1 MARCH 1975, Page 4

Broadmoor

From Dr J. P. T. Linhlater

Sir: Whilst applauding the refreshing natural loyalty and enthusiasm of your correspondent, Mr W. Barry Stone, Editor of the Broadmoor Chronicle (Letters, February 22) I feel that the time has come to make a stand for plain speaking. A man who commits a crime is a criminal, while a man who is insane is a lunatic. A man whose insanity leads him to crime is a criminal lunatic. Such a man has a defective character. Some criminal lunatics can be treated medically but some are simple psychopaths who, by definition, are inaccessible to medical remedies. Their defect is, therefore, irremediable and they are accordingly given indefinite shelter in a Criminal Lunatic Asylum. If such men are sent for treatment, then bureaucracy is using the word in some esoteric, confusing, Orwellian sense — pace Sir Ernest Gowers — while I was using plain English in the belief that a spade is a spade by any name and that, notwithstanding the current egalitarian nomenclature of the welfare state, inside every pompous Rodent Operative Officer is a genial rat-catcher struggling to get out.

Incidentally, if we don't lock up criminal lunatics at Broadmoor nowadays, what do we do with them?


_WHAT THE TASK ASKS_.
Of the entries below, copy only those lines that contain the word "with".

_Records from a data source_.

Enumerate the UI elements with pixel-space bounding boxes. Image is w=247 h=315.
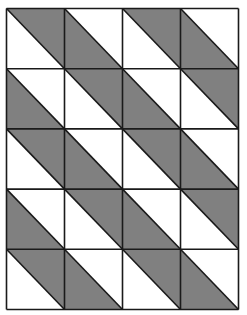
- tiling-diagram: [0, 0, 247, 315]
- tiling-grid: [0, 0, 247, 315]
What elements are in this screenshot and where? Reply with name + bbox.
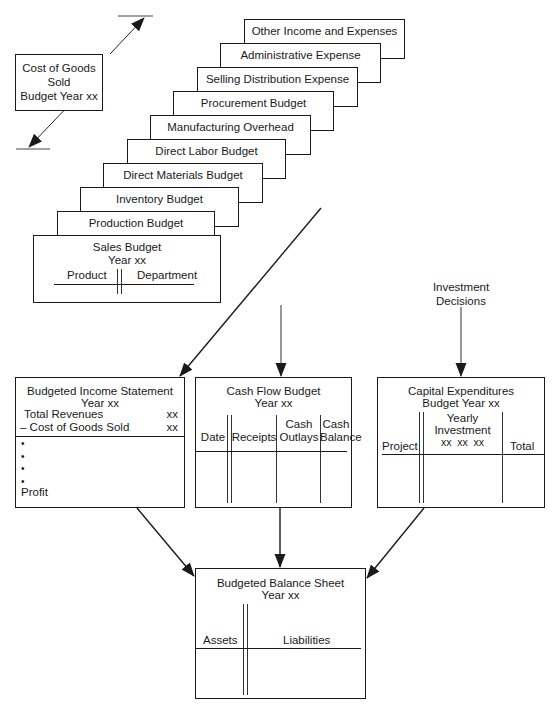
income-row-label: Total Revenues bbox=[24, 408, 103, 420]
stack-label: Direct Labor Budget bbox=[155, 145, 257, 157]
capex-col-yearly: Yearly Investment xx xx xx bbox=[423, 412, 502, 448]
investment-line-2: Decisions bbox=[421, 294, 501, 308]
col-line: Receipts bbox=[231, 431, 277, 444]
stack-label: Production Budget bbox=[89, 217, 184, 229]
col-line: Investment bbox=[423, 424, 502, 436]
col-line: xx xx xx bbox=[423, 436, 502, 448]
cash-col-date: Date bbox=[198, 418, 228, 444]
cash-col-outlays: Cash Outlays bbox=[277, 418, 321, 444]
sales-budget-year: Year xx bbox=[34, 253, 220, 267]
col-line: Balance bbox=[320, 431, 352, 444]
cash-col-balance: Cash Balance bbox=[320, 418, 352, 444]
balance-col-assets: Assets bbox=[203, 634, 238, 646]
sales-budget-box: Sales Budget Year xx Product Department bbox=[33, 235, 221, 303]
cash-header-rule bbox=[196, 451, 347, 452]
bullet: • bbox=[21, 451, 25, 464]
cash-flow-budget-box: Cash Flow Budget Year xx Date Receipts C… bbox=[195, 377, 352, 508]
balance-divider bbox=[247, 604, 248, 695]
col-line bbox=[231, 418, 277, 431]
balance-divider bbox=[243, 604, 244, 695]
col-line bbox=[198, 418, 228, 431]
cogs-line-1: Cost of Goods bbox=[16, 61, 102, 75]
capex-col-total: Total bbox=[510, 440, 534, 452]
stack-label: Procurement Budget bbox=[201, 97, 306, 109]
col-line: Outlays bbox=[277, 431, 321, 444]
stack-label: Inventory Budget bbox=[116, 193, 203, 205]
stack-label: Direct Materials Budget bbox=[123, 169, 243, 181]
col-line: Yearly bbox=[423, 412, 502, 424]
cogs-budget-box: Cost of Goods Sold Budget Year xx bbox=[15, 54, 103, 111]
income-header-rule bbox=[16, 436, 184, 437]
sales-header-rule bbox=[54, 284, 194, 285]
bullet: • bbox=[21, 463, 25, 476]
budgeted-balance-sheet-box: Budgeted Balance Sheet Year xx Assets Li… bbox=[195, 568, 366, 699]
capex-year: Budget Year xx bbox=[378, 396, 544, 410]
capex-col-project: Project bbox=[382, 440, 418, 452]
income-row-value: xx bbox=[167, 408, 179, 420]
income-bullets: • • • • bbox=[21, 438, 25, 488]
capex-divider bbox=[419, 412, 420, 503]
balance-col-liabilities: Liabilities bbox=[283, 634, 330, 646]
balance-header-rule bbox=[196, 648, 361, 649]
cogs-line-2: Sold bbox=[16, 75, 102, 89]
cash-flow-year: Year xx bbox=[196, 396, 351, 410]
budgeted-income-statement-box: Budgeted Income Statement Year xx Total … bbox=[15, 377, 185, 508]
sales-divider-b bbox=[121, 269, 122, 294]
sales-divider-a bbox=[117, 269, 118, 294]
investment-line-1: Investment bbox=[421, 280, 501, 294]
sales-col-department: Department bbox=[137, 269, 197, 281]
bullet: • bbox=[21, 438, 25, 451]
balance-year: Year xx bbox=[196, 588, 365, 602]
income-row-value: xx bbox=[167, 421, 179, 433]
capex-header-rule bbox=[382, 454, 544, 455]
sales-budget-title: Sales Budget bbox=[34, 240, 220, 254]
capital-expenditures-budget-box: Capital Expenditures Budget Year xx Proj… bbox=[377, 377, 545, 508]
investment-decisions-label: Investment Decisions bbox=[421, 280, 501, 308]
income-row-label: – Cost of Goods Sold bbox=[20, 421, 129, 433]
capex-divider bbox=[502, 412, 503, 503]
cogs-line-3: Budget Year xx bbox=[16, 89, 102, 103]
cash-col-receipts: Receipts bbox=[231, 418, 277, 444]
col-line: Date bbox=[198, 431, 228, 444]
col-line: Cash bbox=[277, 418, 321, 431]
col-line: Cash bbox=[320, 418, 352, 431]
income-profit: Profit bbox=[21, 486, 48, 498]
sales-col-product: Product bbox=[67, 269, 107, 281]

_OUTPUT FOR THIS TASK_.
Enumerate the UI elements with pixel-space bounding boxes. Image is w=247 h=315.
What elements are in this screenshot and where? Reply with name + bbox.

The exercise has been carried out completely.